[ExI] UN worried about police brutality against protestors

Stathis Papaioannou stathisp at gmail.com
Wed Dec 22 02:05:20 UTC 2021


On Wed, 22 Dec 2021 at 12:47, Rafal Smigrodzki via extropy-chat <
extropy-chat at lists.extropy.org> wrote:

>
>
> On Tue, Dec 21, 2021 at 3:55 PM Dave S via extropy-chat <
> extropy-chat at lists.extropy.org> wrote:
>
>>
>> So when the next pandemic comes along, how do we decide which
>> countermeasures make sense and which are government overreach? Especially
>> when little is known about the pathogen?
>>
>
>  ### Speaking as a minarchist (in case anybody wonders, I became a
> conditional minarchist in the past,oh, two years or so), almost all
> government-mandated countermeasures are overreach, since it's not the
> government's job to manage pandemics. Anybody who is stupid enough to get
> out of their house without absolute necessity when ebola is afoot deserves
> whatever befalls him. Anybody who is timid enough to stay at home because
> of covid (except for the old and decrepit ones) deserves to suffer all the
> losses resulting from his decision.
>
> It is simply not true that pandemic responses have to be coordinated. As
> long as true information about the given disease of the day is promptly
> made available, individuals should be able to choose their course of
> action, and suffer the consequences or gain the rewards. If a disease is
> bad enough, reasonable people will quarantine themselves, no need for a
> lockdown. Unreasonable people will make unreasonable decisions and may end
> up being culled from the population by the infectious agent. They make bad
> decisions and pay for them with their own lives, and yes, we free people
> have the inalienable right to keep or throw away our lives, as we see fit.
>
> This is very similar to the question of what to do about people who engage
> in extreme sports, and end up killing themselves - it would be wrong and
> immoral to outlaw e.g. extreme skiing or birdman flying or freeform
> mountain climbing. By the same token, it would be wrong and immoral to have
> a law forbidding people to walk out of their home in the midst of a
> pandemic.
>

But if a mountain climber comes near you it can't kill you. And if it
could, it wouldn't be reasonable to stay indoors because of all the
mountain climbers out there who cannot be easily identified and refuse to
take available measures to reduce the risk to others.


■ Work required: Without including any picture, transcribe the entries below word for word.
Records shown START
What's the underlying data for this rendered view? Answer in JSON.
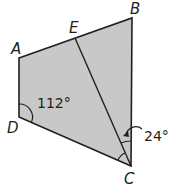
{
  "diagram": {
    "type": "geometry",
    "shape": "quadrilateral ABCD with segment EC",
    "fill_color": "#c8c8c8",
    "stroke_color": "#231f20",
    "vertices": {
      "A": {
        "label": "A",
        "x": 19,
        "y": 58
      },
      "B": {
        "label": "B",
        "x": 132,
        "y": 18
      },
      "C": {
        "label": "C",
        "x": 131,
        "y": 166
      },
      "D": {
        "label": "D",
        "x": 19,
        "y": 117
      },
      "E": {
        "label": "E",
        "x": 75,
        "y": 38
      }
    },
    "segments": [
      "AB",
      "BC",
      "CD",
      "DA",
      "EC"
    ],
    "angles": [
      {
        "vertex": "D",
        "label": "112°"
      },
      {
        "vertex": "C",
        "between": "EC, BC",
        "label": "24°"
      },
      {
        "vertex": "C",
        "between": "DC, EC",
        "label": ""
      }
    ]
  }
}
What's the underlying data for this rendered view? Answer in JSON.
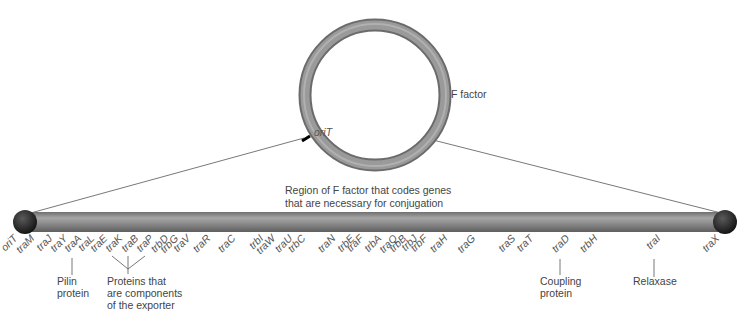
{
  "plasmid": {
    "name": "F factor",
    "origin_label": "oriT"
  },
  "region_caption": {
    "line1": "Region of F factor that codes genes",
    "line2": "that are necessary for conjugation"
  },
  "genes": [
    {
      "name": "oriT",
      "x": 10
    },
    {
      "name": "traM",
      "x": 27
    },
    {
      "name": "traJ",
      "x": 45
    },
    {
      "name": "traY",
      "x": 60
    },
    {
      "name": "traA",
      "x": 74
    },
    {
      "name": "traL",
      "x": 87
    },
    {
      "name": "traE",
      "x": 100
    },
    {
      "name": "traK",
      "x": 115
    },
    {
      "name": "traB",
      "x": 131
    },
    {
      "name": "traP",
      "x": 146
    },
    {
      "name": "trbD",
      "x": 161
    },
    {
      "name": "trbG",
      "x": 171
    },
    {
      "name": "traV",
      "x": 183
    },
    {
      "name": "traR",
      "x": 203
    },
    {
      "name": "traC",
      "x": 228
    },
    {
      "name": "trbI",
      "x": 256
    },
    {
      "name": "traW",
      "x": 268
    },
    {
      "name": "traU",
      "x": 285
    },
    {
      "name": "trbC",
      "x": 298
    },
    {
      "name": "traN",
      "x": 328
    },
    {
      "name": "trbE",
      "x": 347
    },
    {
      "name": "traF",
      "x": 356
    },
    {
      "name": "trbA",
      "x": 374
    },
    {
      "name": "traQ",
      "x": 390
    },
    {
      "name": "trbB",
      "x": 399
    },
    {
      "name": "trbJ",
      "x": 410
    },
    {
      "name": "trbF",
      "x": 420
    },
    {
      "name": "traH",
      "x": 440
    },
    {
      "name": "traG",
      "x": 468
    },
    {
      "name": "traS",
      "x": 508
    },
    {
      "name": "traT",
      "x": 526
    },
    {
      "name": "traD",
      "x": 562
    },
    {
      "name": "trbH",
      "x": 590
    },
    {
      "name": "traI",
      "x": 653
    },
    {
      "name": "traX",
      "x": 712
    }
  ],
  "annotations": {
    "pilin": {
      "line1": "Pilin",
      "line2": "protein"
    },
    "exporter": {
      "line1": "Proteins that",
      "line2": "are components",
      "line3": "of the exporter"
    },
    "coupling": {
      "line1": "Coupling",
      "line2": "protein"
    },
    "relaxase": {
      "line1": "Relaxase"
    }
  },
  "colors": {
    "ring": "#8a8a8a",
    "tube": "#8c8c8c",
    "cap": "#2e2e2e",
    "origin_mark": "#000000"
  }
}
Records shown END
■ Problem solution:
What's the underlying data for this rendered view? Answer in JSON.
{
  "diagram": {
    "type": "geometry",
    "shape": "quadrilateral ABCD with segment EC",
    "fill_color": "#c8c8c8",
    "stroke_color": "#231f20",
    "vertices": {
      "A": {
        "label": "A",
        "x": 19,
        "y": 58
      },
      "B": {
        "label": "B",
        "x": 132,
        "y": 18
      },
      "C": {
        "label": "C",
        "x": 131,
        "y": 166
      },
      "D": {
        "label": "D",
        "x": 19,
        "y": 117
      },
      "E": {
        "label": "E",
        "x": 75,
        "y": 38
      }
    },
    "segments": [
      "AB",
      "BC",
      "CD",
      "DA",
      "EC"
    ],
    "angles": [
      {
        "vertex": "D",
        "label": "112°"
      },
      {
        "vertex": "C",
        "between": "EC, BC",
        "label": "24°"
      },
      {
        "vertex": "C",
        "between": "DC, EC",
        "label": ""
      }
    ]
  }
}
What's the underlying data for this rendered view? Answer in JSON.
{
  "plasmid": {
    "name": "F factor",
    "origin_label": "oriT"
  },
  "region_caption": {
    "line1": "Region of F factor that codes genes",
    "line2": "that are necessary for conjugation"
  },
  "genes": [
    {
      "name": "oriT",
      "x": 10
    },
    {
      "name": "traM",
      "x": 27
    },
    {
      "name": "traJ",
      "x": 45
    },
    {
      "name": "traY",
      "x": 60
    },
    {
      "name": "traA",
      "x": 74
    },
    {
      "name": "traL",
      "x": 87
    },
    {
      "name": "traE",
      "x": 100
    },
    {
      "name": "traK",
      "x": 115
    },
    {
      "name": "traB",
      "x": 131
    },
    {
      "name": "traP",
      "x": 146
    },
    {
      "name": "trbD",
      "x": 161
    },
    {
      "name": "trbG",
      "x": 171
    },
    {
      "name": "traV",
      "x": 183
    },
    {
      "name": "traR",
      "x": 203
    },
    {
      "name": "traC",
      "x": 228
    },
    {
      "name": "trbI",
      "x": 256
    },
    {
      "name": "traW",
      "x": 268
    },
    {
      "name": "traU",
      "x": 285
    },
    {
      "name": "trbC",
      "x": 298
    },
    {
      "name": "traN",
      "x": 328
    },
    {
      "name": "trbE",
      "x": 347
    },
    {
      "name": "traF",
      "x": 356
    },
    {
      "name": "trbA",
      "x": 374
    },
    {
      "name": "traQ",
      "x": 390
    },
    {
      "name": "trbB",
      "x": 399
    },
    {
      "name": "trbJ",
      "x": 410
    },
    {
      "name": "trbF",
      "x": 420
    },
    {
      "name": "traH",
      "x": 440
    },
    {
      "name": "traG",
      "x": 468
    },
    {
      "name": "traS",
      "x": 508
    },
    {
      "name": "traT",
      "x": 526
    },
    {
      "name": "traD",
      "x": 562
    },
    {
      "name": "trbH",
      "x": 590
    },
    {
      "name": "traI",
      "x": 653
    },
    {
      "name": "traX",
      "x": 712
    }
  ],
  "annotations": {
    "pilin": {
      "line1": "Pilin",
      "line2": "protein"
    },
    "exporter": {
      "line1": "Proteins that",
      "line2": "are components",
      "line3": "of the exporter"
    },
    "coupling": {
      "line1": "Coupling",
      "line2": "protein"
    },
    "relaxase": {
      "line1": "Relaxase"
    }
  },
  "colors": {
    "ring": "#8a8a8a",
    "tube": "#8c8c8c",
    "cap": "#2e2e2e",
    "origin_mark": "#000000"
  }
}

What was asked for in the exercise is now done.